Frenkel immigrated to Palestine in 1919.  In 1920, he established the artists' cooperative in Jaffa and an artists' studio in Herzliya.  Later that year Frenkel traveled to Paris where he studied at the Ecole des Beaux-Arts and at the Academie de la Grande at the studios of the sculptor Antoine Bourdelle and painter Henri Matisse.  

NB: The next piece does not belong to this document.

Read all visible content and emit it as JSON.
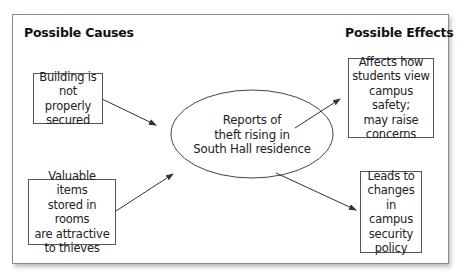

On his return in 1925, Frankel opened the studio of painting arts of the Histadrut School in Tel-Aviv. He strove to bring the spirit of Parisian art to Palestine and championed the return to the principles of pure color and compositional arrangements, disconnected from any narrative, thus opposing the provincial trends of the Israeli art world. His students included Shimshon Holzman, Mordechai Levanon, David Hendler, Joseph Kossonogi, and Ziona Tajar. He was also a mentor to Bezalel Academy of Art and Design students Avigdor Stematsky, Yehezkel Streichman, Moshe Castel, and Arieh Aroch. In 1960, he moved to Safed, bring about the establishment of its famed artist colony.

One of the most important Jewish artists of the Ecole de Paris, Frenkel's contemporaries included Chaim Soutine, Marc Chagall, Amedeo Modigliani, Michel Kikoine, Pinchus, Mane Katz, and Jules Pascin.

Yitzhak Frenkel-Frenel died in 1981, in Tel Aviv, Israel and was buried in Safed.

Biography from the Archives of AskART

 

Awards and Commemoration

Yitzhak Frenkel-Frenel memorial plaque, Tel Aviv.

Won the Dizengoff Prize for painting twice, 1938 and 1948.

Exhibited in the first and second Venice Biennales.